A 16-year-old highschool student designed a revolutionary new bioreactor with a thousand "mini-brains," said to help accelarate Zika research.

A New York high schooler Christopher Hadiono designed this technology. He put the machine together during a summer internship in the laboratory of Johns Hopkins University in Baltimore with neurology professor Hongjun Song, Tech Crunch reports.

The machine called SpinΩ can be used to grow miniature brains and it only costs costs about $400 to make. Before Hadiono developed the device, he approched his professor Song.

At first, Song ignored the first email of the student who was hoping to spend his summer in the lab.

"My thought was, okay, let's just wait. If he is serious, he's going to ask me again," Song said.

Song was only convinced that Hadiono was serious when he received two emails, a letter and a phone call according to Spectrumnews. So the professor filled out the papers and arranged for the student to stay in the school's dorm.

The professor thought that the student's intention was to help an odd experiment. But he was surprised that his expectation was different as the student mastered computer software for making machine parts using a three-dimensional (3D) printer within a week. When the summer ended, the student built a device that could grow hundreds of organoids, or also known as "mini-brains, the spheres of cells that imitate the layers of neurons in a human brain, and those organoids had became ready after less than four months.

Slash Gear reports that the mini-brains created by this device are now being used to study how the zika virus affects fetal brains and how it may cause microcephaly, among other things.

As of the moment, the machine is under evaluation by researchers before it goes into use. However, the potential of this device to speed up the research of Zika is high.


-- WHAT YOU WILL DO --
Every line that contains the word "tick" should be copied from the records below.

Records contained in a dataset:

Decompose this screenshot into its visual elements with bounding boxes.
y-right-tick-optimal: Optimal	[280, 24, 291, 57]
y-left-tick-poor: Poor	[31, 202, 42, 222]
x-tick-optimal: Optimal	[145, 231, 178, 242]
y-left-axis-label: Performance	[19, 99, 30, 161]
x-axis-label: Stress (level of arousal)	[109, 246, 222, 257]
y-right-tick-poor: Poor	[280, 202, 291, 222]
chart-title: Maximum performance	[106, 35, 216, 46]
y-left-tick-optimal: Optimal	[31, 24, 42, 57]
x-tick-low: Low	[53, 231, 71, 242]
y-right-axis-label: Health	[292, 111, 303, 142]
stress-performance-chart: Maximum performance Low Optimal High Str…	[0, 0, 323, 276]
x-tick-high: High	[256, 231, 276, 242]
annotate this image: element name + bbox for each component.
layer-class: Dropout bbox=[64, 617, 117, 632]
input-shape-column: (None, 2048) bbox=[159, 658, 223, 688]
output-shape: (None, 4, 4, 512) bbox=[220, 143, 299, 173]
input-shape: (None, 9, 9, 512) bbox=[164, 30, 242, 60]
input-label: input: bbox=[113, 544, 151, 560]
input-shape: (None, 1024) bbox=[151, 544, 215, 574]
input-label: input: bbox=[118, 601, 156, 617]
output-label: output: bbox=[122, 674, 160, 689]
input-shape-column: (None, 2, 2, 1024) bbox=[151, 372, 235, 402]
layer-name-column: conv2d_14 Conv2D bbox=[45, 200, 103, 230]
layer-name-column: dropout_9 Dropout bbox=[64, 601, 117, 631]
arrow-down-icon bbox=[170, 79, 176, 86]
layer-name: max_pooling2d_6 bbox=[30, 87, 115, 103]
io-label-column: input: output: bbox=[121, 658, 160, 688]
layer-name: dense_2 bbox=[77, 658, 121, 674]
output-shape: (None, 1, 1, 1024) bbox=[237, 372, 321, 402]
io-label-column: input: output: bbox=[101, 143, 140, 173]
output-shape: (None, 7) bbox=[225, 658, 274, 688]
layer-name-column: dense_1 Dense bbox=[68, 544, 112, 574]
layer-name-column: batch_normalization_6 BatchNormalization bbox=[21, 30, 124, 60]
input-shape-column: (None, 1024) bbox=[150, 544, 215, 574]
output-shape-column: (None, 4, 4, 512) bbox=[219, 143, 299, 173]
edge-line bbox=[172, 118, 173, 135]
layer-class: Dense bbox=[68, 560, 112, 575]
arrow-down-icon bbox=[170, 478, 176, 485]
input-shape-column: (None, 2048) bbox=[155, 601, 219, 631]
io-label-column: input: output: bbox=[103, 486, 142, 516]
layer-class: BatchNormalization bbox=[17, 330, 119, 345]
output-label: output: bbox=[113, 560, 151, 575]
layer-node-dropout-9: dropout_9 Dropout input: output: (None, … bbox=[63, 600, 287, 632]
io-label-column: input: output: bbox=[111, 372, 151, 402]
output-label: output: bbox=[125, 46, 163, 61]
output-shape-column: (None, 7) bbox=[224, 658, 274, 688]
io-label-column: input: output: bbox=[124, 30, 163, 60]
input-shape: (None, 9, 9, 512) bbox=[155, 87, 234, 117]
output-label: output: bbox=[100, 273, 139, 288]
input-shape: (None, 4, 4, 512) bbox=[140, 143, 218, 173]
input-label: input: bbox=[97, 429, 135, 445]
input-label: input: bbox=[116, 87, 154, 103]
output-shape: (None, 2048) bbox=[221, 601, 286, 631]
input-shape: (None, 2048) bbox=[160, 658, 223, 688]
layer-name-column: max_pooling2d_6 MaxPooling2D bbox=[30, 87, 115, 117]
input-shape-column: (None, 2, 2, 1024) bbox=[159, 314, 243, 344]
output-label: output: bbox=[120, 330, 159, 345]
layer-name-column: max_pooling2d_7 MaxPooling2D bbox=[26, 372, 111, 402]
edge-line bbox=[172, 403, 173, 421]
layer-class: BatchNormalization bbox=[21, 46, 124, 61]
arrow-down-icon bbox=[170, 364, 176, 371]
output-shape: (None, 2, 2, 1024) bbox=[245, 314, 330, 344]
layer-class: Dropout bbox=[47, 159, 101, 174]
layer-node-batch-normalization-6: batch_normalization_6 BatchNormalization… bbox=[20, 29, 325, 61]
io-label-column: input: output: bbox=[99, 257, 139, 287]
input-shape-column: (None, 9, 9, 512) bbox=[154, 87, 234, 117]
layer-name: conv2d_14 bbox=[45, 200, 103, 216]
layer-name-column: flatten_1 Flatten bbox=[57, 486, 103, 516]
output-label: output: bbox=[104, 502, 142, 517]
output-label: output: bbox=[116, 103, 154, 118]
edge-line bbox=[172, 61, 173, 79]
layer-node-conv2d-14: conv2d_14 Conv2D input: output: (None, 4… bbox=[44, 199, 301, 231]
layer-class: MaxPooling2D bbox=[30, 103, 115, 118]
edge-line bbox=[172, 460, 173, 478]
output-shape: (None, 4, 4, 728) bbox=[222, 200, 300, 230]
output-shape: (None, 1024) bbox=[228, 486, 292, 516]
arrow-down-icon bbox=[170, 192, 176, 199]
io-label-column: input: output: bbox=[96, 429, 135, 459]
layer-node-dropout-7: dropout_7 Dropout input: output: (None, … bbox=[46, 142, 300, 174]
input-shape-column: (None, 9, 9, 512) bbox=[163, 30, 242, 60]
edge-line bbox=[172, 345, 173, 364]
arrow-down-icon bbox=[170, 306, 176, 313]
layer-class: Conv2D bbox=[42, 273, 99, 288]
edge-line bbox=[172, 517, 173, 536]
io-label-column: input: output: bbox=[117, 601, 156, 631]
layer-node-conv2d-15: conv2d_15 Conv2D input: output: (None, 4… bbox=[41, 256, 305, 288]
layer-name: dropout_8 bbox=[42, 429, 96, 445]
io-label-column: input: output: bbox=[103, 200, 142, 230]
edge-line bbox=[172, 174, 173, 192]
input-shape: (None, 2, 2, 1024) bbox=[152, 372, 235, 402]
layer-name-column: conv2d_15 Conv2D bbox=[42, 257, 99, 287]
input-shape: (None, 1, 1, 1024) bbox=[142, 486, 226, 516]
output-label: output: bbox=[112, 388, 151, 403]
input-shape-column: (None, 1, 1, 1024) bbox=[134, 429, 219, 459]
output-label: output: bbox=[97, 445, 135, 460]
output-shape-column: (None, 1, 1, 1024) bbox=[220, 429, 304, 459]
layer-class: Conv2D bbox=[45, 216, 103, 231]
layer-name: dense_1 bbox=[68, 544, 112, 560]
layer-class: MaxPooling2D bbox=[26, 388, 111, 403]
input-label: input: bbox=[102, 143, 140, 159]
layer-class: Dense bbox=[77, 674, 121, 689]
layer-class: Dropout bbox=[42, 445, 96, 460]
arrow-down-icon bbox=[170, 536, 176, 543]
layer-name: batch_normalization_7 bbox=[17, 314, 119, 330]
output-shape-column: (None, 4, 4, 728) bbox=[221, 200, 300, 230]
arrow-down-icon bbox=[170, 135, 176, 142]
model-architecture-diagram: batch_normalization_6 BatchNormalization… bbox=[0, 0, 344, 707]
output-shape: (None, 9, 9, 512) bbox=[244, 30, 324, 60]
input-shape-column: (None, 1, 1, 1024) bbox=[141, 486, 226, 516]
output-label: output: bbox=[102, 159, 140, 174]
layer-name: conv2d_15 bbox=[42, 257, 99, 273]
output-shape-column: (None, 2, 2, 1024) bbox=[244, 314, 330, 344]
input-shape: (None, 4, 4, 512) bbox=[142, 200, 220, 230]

-- SOLUTION TO THE EXERCISE --
y-right-tick-optimal: Optimal	[280, 24, 291, 57]
y-left-tick-poor: Poor	[31, 202, 42, 222]
x-tick-optimal: Optimal	[145, 231, 178, 242]
y-right-tick-poor: Poor	[280, 202, 291, 222]
y-left-tick-optimal: Optimal	[31, 24, 42, 57]
x-tick-low: Low	[53, 231, 71, 242]
x-tick-high: High	[256, 231, 276, 242]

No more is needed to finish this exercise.